Bradford Study Visit
At the National Media Museum, Bradford, two exhibitions of documentary photography coincide to offer a tempting double-bill for a study visit led by photography tutor Derek Trillo on Saturday 5 April
Firstly, a joint exhibition by Martin Parr and Tony Ray-Jones, a photographer who Parr acknowledges as having a profound influence over his early works. Ray-Jones was a photographer who inspired a generation of British documentary photographers in the 1970s. Sadly he never saw the effect of this influence as he died aged just 30 from Leukaemia.
Given the short length of his career, his legacy is all the more astonishing. At just 19, Ray-Jones travelled to Yale University on a two-year scholarship, then stayed on for another four years, working with America’s leading documentary photographers such as Joel Meyerowitz and Garry Winogrand. He returned to Britain to tour the country in a campervan, looking for the typically British, slightly eccentric and often surreal images that became his trademark. The resultant book A Day Off was published posthumously.
Parr’s contribution to this exhibition shows work that resonates with Ray-Jones’. When Parr finished his studies at Manchester, he lived in the West Yorkshire town of Hebden Bridge; developing his personal style at the same time as documenting it’s community. The images in this exhibition date from that period, illustrating Parr’s transitory period between education and independence.
Written at the time of this exhibition’s opening at London’s Media Space, an insightful essay by Francis Hodgson is available here.
The second exhibition we’ll see is Open for Business. West Midlands community arts group Multistory commissioned a group project by nine Magnum photographers to document and record manufacturing industries in 9 British cities.

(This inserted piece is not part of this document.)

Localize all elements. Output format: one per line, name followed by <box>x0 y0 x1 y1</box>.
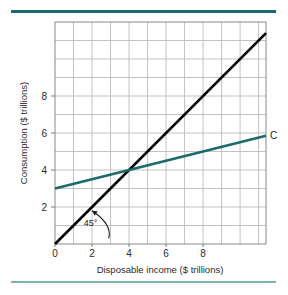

Places are free to OCA students, to book email enquiries@oca-uk.com
If this is anything like as good as the similar (same?) show currently at the Science Museum in London I cannot recommend it highly enough and not just for photography students.
Hi Peter – yes it is the same show moved back from NMeM’s Media Space in London to the main museum in Bradford, plus 9 Magnum photographers in a separate exhibition!